Deliberate or Emergent?

One of the study’s principle research questions is whether the Russian campaign in cyberspace was deliberate and planned. The authors consider there possible scenarios: (1) the actions were deliberate and planned; (2) the actions were ‘encouraged’ or ‘passively encouraged’ by state agents; or (3) the actions were an unpredictable result and dynamic emergent property of cyberspace itself.  The resulting evaluation of each scenario’s probability suggests that “Russian citizens, criminal groups, and hackers independently organized and/or participated in a self-directed cyber riot against Georgia out of patriotic sentiments.”

“Civilians have voluntarily engaged in warfare activities without the approval or direction of states throughout the history of armed conflict. What makes the actions of civilians in cyberspace different are the characteristics of the domain, where effects can be generated with ease and at rapid speed. Quite simply, collective action is easier and faster in cyberspace than it is in any other physical domain. If this scenario was the case during the Russia–Georgia war, it would signal the emergence of a new factor in cyberspace operations – the capacity for a group other than the belligerents to generate significant effects in and through cyberspace. The unpredictable nature of such outside participation–global in scope, random in distribution–can lead to chaotic outcomes, much like the trajectory and phase of a cyclone.”

Conclusion

“There was leverage gained in the conflict by the pursuit of information denial. Even in environments where the communication environment is constrained, societies are heavily dependent on cyberspace and feel its strategic importance most acutely by its absence. Information-denial strategies are more closely associated with countries of Asia, the Middle East, North Africa, and the CIS–as opposed to the West, which is more comfortable with information projection. Information denial also tends to fit more comfortably within semi-authoritarian or competitive authoritarian countries than democratic ones.”

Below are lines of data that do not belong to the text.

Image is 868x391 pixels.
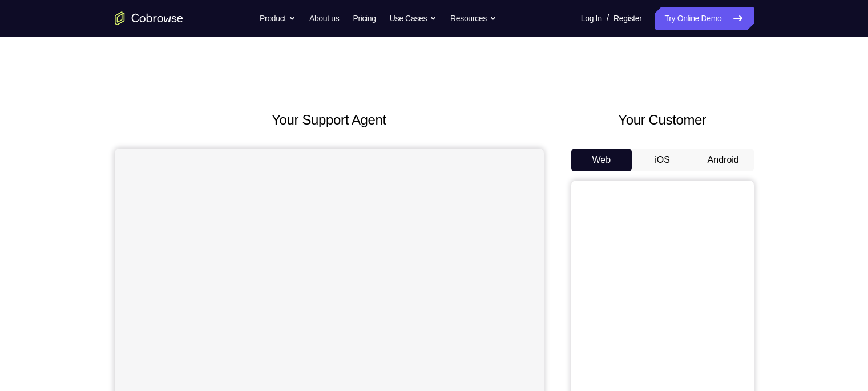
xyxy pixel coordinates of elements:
a: Pricing [353,7,376,30]
a: Register [614,7,642,30]
span: / [607,12,609,25]
button: Web [571,148,633,172]
h2: Your Support Agent [114,109,544,130]
a: Go to the home page [114,12,183,25]
button: Use Cases [390,7,437,30]
a: Try Online Demo [655,7,754,30]
button: Resources [450,7,497,30]
button: iOS [632,148,693,172]
button: Product [260,7,296,30]
a: Log In [581,7,602,30]
a: About us [309,7,339,30]
h2: Your Customer [571,109,754,130]
button: Android [693,148,754,172]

“The tendencies toward information denial also challenge some of the widespread assumptions about the relationships between new information and communication technologies and conflict. In recent years, a conven-tional wisdom has emerged that links cyber- space with a high degree of transparency around modern wars. Our research suggests that the opposite is more likely to be the case as states and non-state actors aggressively pursue military objectives to shape, control, and suppress the realm of ideas.”

“The tendency toward privateering is very strong in cyber conflict. There is already a large and growing illicit global computer-crime market. This market is attractive to some states because it allows them to execute their missions once removed and clandestinely, thus offering plausible deniability and avoiding responsibilities under international law or the laws of armed conflict. Outsourcing to private actors in cyberspace is an example of what we have elsewhere called ‘next- generation cyberspace controls’ (Deibert and Rohozinski, 2010c). Although we found no direct evidence of cyber-privateering in open sources in this case, it is certainly a possibility. Indeed, some countries may actively cultivate cyber-privateering as a strategy precisely to confuse the battle space and muddy attribution.”

“[…] the scope and scale of contingent effects related to the character of the cyberspace domain present a qualitative difference for international con-flicts. An emergent property related to today’s global information and communications environment, inherent in its complexity, dynamism, and dispersed character, is for acts of cyber warfare to be highly unpredictable and volatile.”

“Although states may plan or ‘seed’ campaigns in cyberspace, such campaigns have a tendency to take on lives of their own because of the unavoidable participation of actors swarming from edge locations (see Der Derian, 1996). We refer to this dynamic as ‘cyclones in cyberspace’ – a phenomenon clearly evident in the August 2008 conflict both in terms of the piling-on of outside participants and the confusion and panic sown in Georgia by its own filtering choices.”

“Cyclones in cyberspace invariably internationalize any cyber conflict. […] As cyberspace penetrates those regions of the world where conflict and instability are ripe and authoritarian regimes prevail, the propensity for more cyclones in cyberspace is high and should concern international security researchers and policymakers.”

For more on cyber war, please see my earlier bog post on “Cyberconflict and Global Politics: New Media, War, Digital Activism.”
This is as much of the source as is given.